Welcome to the History of Britain! The home nations share a varied and shared history unlike anywhere else, so we thought it only right to create a section dedicated to our mutual heritage.
Taking a page out of Churchill’s “ungentlemanly warfare” strategy, Operation Outward weaponised the unpredictability of barrage balloons, armed with incendiary devices and trailing wires, let loose and floating over occupied Europe, causing havoc wherever they went…
The extraordinary life of Helen Gloag, dubbed “Empress of Morocco”, a Scottish blacksmith’s daughter who became a Sultan’s wife.
Captain Lawrence Oates, Antarctic explorer, was one of the five men in Scott’s fateful expedition to the South Pole. Suffering with gangrene and frostbite, in an attempt to save the others and in an act of supreme self sacrifice, he walked from the tent into a blizzard and certain death: “I am just going outside and may be some time.” A very gallant gentleman.
In desperation at the high price of wheat – and therefore of bread – a large group of labourers congregated at the Globe Inn in Littleport near Ely, to demand a rise in wages and a decrease in the price of flour. The situation quickly grew out of hand…
On 27th July 1916 Captain Charles Fryatt was court-martialled by the Imperial German Navy. He was executed by firing squad the same day. This civilain’s crime? Menaced by U boats he had refused to surrender his ship, deciding instead to ram the submarine…
The 1948 London Olympic Games became known as the “Austerity Olympics”. No one tried to hide the fact the games would be delivered on a shoe-string budget. They embraced it enthusiastically and with pride. All participating British athletes even had to provide their own shorts…
In June 1943, exacerbated by alcohol, underlying hostility and entrenched racial prejudice, a minor incident in a small Lancashire village among American GIs stationed nearby, escalated into what became known as the Battle of Bamber Bridge…
The aristocratic Lady Florence Dixie threw off the shackles of her Victorian upbringing and embraced a career as a war correspondent, feminist writer, traveller, campaigner – and first President of the British Ladies Football Club…
“If Gladstone fell into the Thames, that would be misfortune; and if anybody pulled him out, that, I suppose, would be a calamity”. The verbal jousting between Prime Ministers Gladstone and Disraeli is legendary…
Regarded by many as the most influential leader of the moderate women’s suffrage movement in Britain, Millicent Fawcett was not just a campaigner for votes for women but also for many other causes which affected women, ranging from education, careers to divorce rights.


▶ **YOUR OBJECTIVE**:
Pull out each line of the records holding the string "rectifying".

▶ **GIVEN ENTRIES**:
* * * * * * * * *

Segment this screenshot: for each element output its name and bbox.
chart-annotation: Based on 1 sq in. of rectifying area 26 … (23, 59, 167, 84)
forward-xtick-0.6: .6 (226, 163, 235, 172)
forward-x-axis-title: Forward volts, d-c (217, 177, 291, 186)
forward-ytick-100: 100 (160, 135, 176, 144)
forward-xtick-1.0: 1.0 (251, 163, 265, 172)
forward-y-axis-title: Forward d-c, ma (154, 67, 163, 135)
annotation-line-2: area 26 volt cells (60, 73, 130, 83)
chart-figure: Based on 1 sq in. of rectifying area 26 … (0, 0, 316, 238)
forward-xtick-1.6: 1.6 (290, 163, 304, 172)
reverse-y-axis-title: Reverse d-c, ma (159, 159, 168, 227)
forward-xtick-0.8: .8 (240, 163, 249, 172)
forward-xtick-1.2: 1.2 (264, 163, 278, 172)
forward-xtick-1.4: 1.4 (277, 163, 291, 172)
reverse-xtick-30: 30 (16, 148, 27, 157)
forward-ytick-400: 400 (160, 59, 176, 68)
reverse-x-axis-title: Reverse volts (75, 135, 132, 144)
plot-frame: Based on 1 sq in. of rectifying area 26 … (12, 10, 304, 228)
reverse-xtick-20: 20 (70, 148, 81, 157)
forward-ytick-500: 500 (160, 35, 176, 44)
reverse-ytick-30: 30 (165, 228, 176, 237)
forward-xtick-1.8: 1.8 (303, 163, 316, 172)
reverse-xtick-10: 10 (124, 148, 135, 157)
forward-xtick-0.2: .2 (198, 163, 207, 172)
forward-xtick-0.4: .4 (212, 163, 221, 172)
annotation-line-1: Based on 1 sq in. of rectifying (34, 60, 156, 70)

* * * * * * * * *

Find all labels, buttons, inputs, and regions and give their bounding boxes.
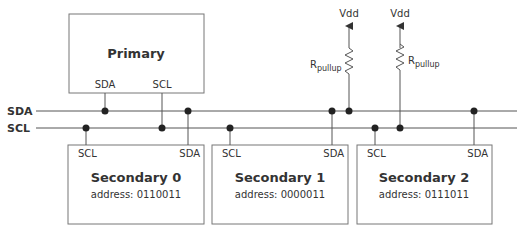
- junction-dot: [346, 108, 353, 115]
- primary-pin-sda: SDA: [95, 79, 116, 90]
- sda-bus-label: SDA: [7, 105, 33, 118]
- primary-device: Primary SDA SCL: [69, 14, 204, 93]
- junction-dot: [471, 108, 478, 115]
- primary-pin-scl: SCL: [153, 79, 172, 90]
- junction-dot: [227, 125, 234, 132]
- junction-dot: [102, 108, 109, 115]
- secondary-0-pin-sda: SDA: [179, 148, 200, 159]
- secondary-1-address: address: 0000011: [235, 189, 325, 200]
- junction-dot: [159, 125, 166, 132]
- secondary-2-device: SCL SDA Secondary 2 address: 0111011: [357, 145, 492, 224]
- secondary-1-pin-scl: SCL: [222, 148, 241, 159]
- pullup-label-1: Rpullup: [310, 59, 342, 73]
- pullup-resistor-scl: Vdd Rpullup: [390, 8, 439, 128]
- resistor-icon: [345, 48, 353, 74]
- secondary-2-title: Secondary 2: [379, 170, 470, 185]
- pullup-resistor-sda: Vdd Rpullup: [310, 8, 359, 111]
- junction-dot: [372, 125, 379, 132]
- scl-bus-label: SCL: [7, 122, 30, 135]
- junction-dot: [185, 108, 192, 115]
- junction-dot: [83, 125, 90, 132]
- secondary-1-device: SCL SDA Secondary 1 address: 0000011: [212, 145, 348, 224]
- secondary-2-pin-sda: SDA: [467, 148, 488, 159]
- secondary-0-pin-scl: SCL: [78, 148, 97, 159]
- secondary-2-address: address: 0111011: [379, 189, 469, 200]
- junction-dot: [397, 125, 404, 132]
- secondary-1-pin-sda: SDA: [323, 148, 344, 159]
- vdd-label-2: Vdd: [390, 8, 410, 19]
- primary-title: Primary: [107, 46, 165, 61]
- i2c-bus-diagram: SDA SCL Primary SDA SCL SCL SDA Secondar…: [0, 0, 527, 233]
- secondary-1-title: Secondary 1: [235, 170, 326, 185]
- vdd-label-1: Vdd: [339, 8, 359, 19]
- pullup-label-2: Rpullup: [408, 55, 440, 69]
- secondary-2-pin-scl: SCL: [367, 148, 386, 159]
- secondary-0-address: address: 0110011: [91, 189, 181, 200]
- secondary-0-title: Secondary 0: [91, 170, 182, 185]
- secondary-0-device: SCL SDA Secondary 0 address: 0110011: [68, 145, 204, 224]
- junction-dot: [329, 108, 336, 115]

* * * * * * * * *

▶ **SOLUTION TO THE EXERCISE**:
chart-annotation: Based on 1 sq in. of rectifying area 26 … (23, 59, 167, 84)
chart-figure: Based on 1 sq in. of rectifying area 26 … (0, 0, 316, 238)
plot-frame: Based on 1 sq in. of rectifying area 26 … (12, 10, 304, 228)
annotation-line-1: Based on 1 sq in. of rectifying (34, 60, 156, 70)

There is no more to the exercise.